Download or read book Journal of a Trapper written by Osborne Russell and published by . This book was released on 1921 with total page 178 pages. Available in PDF, EPUB and Kindle. Book excerpt:
Download or read book The Colorado Magazine written by and published by . This book was released on 1926 with total page 172 pages. Available in PDF, EPUB and Kindle. Book excerpt:
Download or read book The Mountain Men and the Fur Trade of the Far West written by LeRoy Reuben Hafen and published by . This book was released on 1965 with total page 406 pages. Available in PDF, EPUB and Kindle. Book excerpt:
Download or read book Across the Wide Missouri written by Bernard DeVoto and published by . This book was released on 1964 with total page 483 pages. Available in PDF, EPUB and Kindle. Book excerpt:
Download or read book Rocky Mountain Rendezvous written by Fred Gowans and published by Gibbs Smith. This book was released on 2009-09 with total page 244 pages. Available in PDF, EPUB and Kindle. Book excerpt: An excellent guide for mountain-man enthusiasts and an intriguing exploration of the West, Rocky Mountain Rendezvous focuses on the fur-trading rendezvous that took place from 1825-1840 in the Central Rocky Mountains. Originally commercial gatherings where furs were traded for necessities such as traps, guns, horses, and other supplies, they evolved into rich social events that were pivotal in shaping the early American West.
Download or read book The Fur Trade in Colorado written by William B. Butler and published by . This book was released on 2012 with total page 232 pages. Available in PDF, EPUB and Kindle. Book excerpt: Provides a vivid look into the life of the trapper and trader, the dangers they faced, and the fortunes that a few lucky ones were able to amass. Butler uses his role as an archaeologist to present floor plans of many of the posts and unknown drawings that are just now coming to light. Attention has also been given to the five of twenty-four trading posts that have been reconstructed. Rendezvous in Colorado are also covered, as well as shipping methods used to get the furs to various markets"--P. [4] of cover.

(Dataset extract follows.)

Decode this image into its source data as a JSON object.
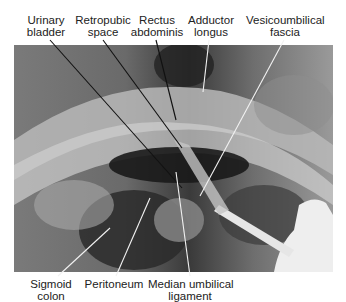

Download or read book Colorado Forts written by Jolie Anderson Gallagher and published by Arcadia Publishing. This book was released on 2013-04-02 with total page 178 pages. Available in PDF, EPUB and Kindle. Book excerpt: Throughout the 1800s, explorers braved brutal weather and hostile enemies, trekking through the towering mountains and fertile valleys on the ragged edge of civilization. These early pioneers built stockades, trading posts, military camps and miniature citadels that would shape the state of Colorado for generations to come. As the settlers struggled to survive desperate times, economic depressions and bloody wars, some of these historic outposts would become Colorado's cities, schools, hospitals and museums, while others would sink back into the mud from which they came. Join author Jolie Anderson Gallagher as she chronicles the stories of the forts and the early explorers, fur trappers, soldiers and wives who constructed and occupied them.
Download or read book Early Explorers and Fur Traders in Colorado written by Herman Cado and published by The Rosen Publishing Group, Inc. This book was released on 2015-12-15 with total page 50 pages. Available in PDF, EPUB and Kindle. Book excerpt: This book considers the impact of early European explorers—including the Spanish conquistadors and French explorers of the 18th century—on what would one day become the state of Colorado. The book provides students with engaging text, full color photos, and supporting primary source documents to outline important explorers, as well as the natural resources like animal furs that made Colorado an attractive place for exploration and settlement.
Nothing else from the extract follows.